Saturday, November 20, 2010

What Will Republicans Do?

It will be interesting to see how Republicans interpret their mandate next year.

If they are serious about cutting the deficit, thy will have to tackle middle class entitlements. Property taxes for all homeowners will have to be reflective of services received. Programs like Prop 13 in California, which allow long time homeowners to pay far less tax than recent purchasers will need to be eliminated. Fees paid by those who use a disproportionate amount of government provided services, infrastructure and resources must reflect the actual value of what they receive. Home mortgage interest deductions on income tax will also need to be eliminated. Public sector pay, benefits and pensions will need to be drastically reduced. Medicare and Social Security benefits must be controlled and curtailed. War and military spending must be cut. Monetary policy must be tightened. Corporate and agricultural welfare programs must be abolished. Interest rates must be raised, bailouts for entities public and private that go belly up must be stopped and what money has already been given out must be recovered quickly.

Simply repealing Obama care, abolishing social services, educational subsidies and entitlements to the poor will not make a dent in the budget deficit. Most of the money that the government pays out goes to people who genuinely believe that they have earned and are entitled to every cent of it. I bet some of that money goes to you. I get some. We all do.

Another legislative emphasis that the Republicans have to address are on social issues. Fully 35% of the American public expects them to move to outlaw abortion, stamp out homosexual civil rights, make a secure place for the observance of religious moral law in secular life and amend the Constitution to deny citizenship to native born children of non citizens, not to mention getting rid of the aliens themselves.

If they address and act on all of these things, they will satisfy their base. Things won't be that bad. Probably no worse than they were in the immediate post war period of the late 40s and early 50s and maybe considerably better. We already have a lot of the infrastructure we need. A lot of housing is already built, it just needs to be utilized differently. Eight people could easily and comfortably live in my house. The power and utilities won't go away, people will just have to use less. The internet and satellite TV are everywhere and a lot of people will make them a big priority, I bet. We aren't going to go back to a segregated society overnight and homosexuals aren't going to be driven back into the closet. America isn't going to become a theocracy, nobody goes to church or really gives a shit about God. I don't, do you?

If our money inflates enough and personal income decreases, imports will decline, exports will increase, employment will rise and America will be on its way back from the brink.

I don't personally think much and maybe not even any of this will happen. The American people are spoiled and the politicians elected by them will continue to give them whatever they want. Deficits will remain high. Productivity will remain low. All the middle class entitlements will remain in place. Eventually, the rest of the World will foreclose on America's debts and we will default. There will be a complete fiscal, monetary and governmental meltdown. It's not the end of the World. History is littered with episodes like this. Iceland is broke, cold and isolated in the middle of the North Atlantic. They don't have a damn thing anybody else needs and aren't likely to anytime soon. I haven't heard that they're eating each other there yet or even the dogs. It happened in France and Italy about every six months for generations. They seemed to like it. It happened to Germany after Word War I. Five years later, the Third Reich was in place and everybody was happy. Well, almost everybody.

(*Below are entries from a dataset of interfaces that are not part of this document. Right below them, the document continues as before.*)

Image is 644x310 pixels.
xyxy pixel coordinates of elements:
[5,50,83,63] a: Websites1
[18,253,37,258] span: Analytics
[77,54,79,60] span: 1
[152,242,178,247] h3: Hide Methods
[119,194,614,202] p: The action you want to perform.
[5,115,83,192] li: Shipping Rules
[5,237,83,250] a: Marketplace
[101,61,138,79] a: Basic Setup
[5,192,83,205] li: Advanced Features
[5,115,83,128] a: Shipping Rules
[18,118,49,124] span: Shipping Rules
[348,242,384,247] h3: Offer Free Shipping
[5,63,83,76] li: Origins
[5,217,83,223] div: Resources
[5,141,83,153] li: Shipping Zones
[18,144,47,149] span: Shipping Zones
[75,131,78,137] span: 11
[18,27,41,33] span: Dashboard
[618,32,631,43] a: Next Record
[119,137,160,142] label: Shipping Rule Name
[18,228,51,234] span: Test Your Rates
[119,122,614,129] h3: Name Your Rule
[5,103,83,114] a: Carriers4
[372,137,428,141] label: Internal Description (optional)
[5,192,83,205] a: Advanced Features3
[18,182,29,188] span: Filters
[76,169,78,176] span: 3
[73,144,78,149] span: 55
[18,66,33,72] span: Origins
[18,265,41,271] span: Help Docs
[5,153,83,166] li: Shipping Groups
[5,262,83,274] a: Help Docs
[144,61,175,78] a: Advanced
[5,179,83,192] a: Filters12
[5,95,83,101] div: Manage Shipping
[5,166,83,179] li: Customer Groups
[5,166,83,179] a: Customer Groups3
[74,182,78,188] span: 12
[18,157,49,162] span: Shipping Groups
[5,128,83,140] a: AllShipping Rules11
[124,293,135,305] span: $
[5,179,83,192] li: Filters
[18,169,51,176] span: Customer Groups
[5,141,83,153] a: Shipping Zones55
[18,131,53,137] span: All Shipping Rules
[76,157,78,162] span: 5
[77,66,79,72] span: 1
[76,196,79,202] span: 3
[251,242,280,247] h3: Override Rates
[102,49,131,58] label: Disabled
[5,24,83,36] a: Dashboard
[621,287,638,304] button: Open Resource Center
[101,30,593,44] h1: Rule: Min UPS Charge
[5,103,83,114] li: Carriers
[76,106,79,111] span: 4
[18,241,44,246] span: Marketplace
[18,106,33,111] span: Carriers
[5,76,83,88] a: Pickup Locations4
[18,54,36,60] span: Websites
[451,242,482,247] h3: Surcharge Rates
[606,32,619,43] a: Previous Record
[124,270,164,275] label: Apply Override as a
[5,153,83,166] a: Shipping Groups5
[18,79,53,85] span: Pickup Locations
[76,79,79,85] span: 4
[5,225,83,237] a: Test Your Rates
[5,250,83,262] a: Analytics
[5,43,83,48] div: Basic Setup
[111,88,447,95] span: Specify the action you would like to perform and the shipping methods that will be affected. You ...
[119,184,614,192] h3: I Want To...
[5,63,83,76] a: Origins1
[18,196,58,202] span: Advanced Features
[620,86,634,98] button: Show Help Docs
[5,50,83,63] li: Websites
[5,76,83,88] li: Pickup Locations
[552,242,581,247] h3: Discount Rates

Me, I don't really care how it goes. I'm eager to find out though. Bring it on.

2 comments:

Contrary said...

I don't see social security and medicare as an entitlement. I paid into those programs for 44 years. I would call them investments that I invested in. And now I'm receiving income and medical coverage from those investments. It's not my fault that Congress raided those funds for their social engineering experiments.

Entitlements are giveaways to buy votes instead of what was originally programs to help those who could not help themselves.

I agree with you that too many corporations and middle class people are in the entitlement gravy train. Stop them now.

reddog said...

Everybody believes they deserve every cent they get.

The fact remains that Medicare and Social Security, by themselves will bankrupt the Government if not curtailed.

I think it's likely they will keep sending you the money forever. It just won't be worth anything.